I won't buy any Bitcoins anytime soon. But you're welcome to donate from the gains you'd be making by actively trading
My gains are all in USD now. All my other coins will stay in deep deep cold lockup until they are either worthless or my life savings.
Now I have to stay glued to charts drawing triangles and waiting for moves so I can know when to start buying back my coins. If my targets work I will be up 25 coins or so by the end.
I do not like trading much but the technical stuff is too strong ATM.
Well good luck with that.
I believe it'll be worth it as long as Bitcoin is this volatile. Maybe some day active trading will cease becoming attractive but I suggest you take advantage of it while it last.

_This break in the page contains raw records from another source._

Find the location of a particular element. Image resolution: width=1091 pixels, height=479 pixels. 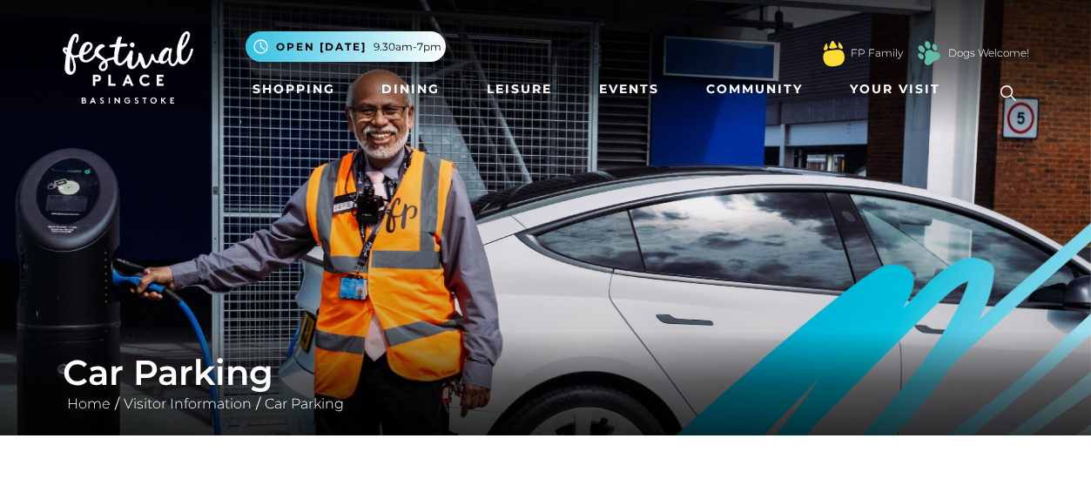

h1: Car Parking is located at coordinates (546, 373).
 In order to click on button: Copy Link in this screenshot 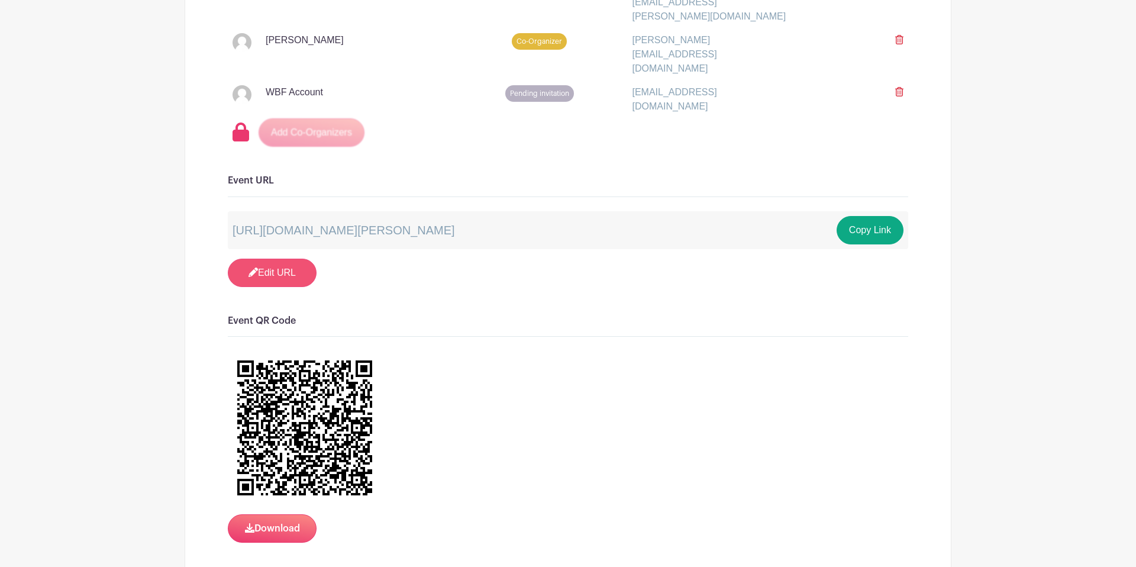, I will do `click(869, 230)`.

I believe "Facts" (as opposed to just analysis) as a result of announcements is the way to make money out of it. Facts are facts...and as long as it's clear whether the facts are negative or positive news, it'll be easy to predict the direction of Bitcoins value as a reaction to those news. And since its too volatile ATM, it should be fairly easy to make decent profits, even if your timing was not 100% accurate (Margin of error is wide in such cases)...

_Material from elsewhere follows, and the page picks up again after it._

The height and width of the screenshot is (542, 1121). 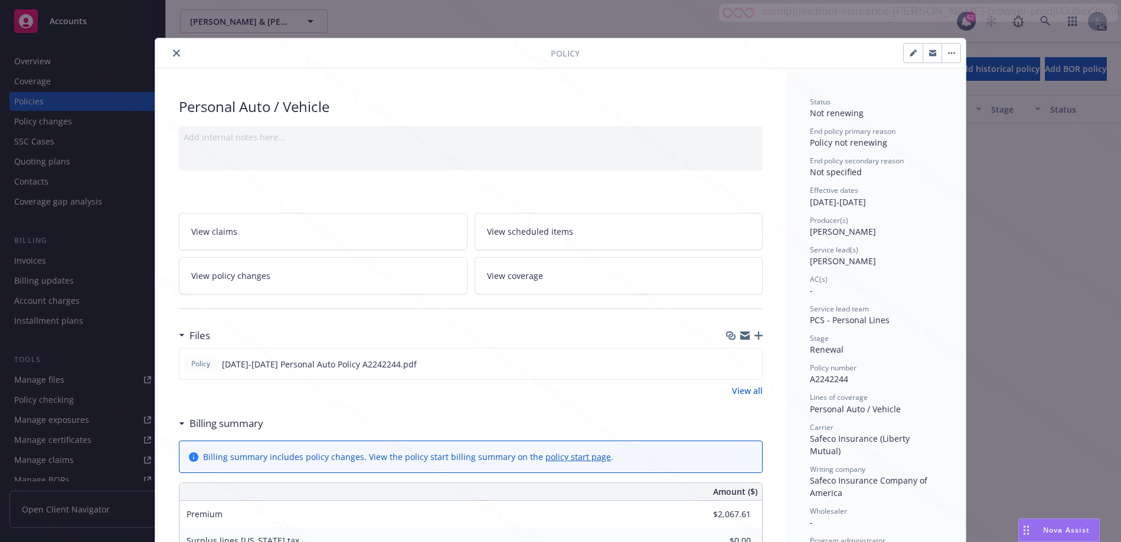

You just have demonstrated again that you are a clueless troll.
If it is so easy to trade based on "facts" why aren't you filthy rich?
Both the stock market and Bitcoin are full of "facts". But anybody with half a brain knows that markets are irrational.
You, sir, are a pitiful troll looking for attention. Probably butthurt because you didn't buy BTC at single digits.
Sorry for that, move on.
When will your peanut-sized brain understand that the Bitcoin market does not
currently behave in as a complicated way as the stock market?
The stock market is a complex system that has much more variables at play than that of Bitcoin, which is governed by fewer variables making it easier (much easier in fact) to predict.
So while the value of an S&P 500 company might be subject to 100 different variables (having strong correlation with), Bitcoin might only have 4 or 5 of those variables (just to illustrate my point).
That was point number 1.
And point number 2 says the following: Facts are different than analysis, in that facts are events that
already happened. FACTS are not just speculations, FACTS have a more predictable effect on the movement of things that belongs to its direct (then indirect) ecosystem. Cause-effect, ever heard of it, you dimwit?
So for example if a company has 80% of its expenses as oil (FACT) and if oil price went up by 100% in a single day (another FACT) then you'd expect the stock of that company to go down (cause-effect). How hard would it be to predict that? (I'm not sure how hard it would be for your mediocre brain but for anything below an IQ or 30 it's pretty straight forward)
I agree Cause-effect might be harder to predict in complex systems but easier in emerging, non-mature, less-complex systems like that of Bitcoin.
Now if I ask a person with an IQ above 30 what he thinks will happen to the value of a Bitcoin (given it's current state) if FACTS say that it's been given negative news in a country like China (where it had one of the biggest market share concentration)...then clearly the person above the IQ of 30 will predict that Bitcoin will go down in value.
But it seems you still have a long way to go before you reach that level of intelligence.
Now do me a favor and read all my previous comments before you come here and start trolling like a stupid maniac because I've already answered concerned similar to the ones you raised and I hate to always repeat myself.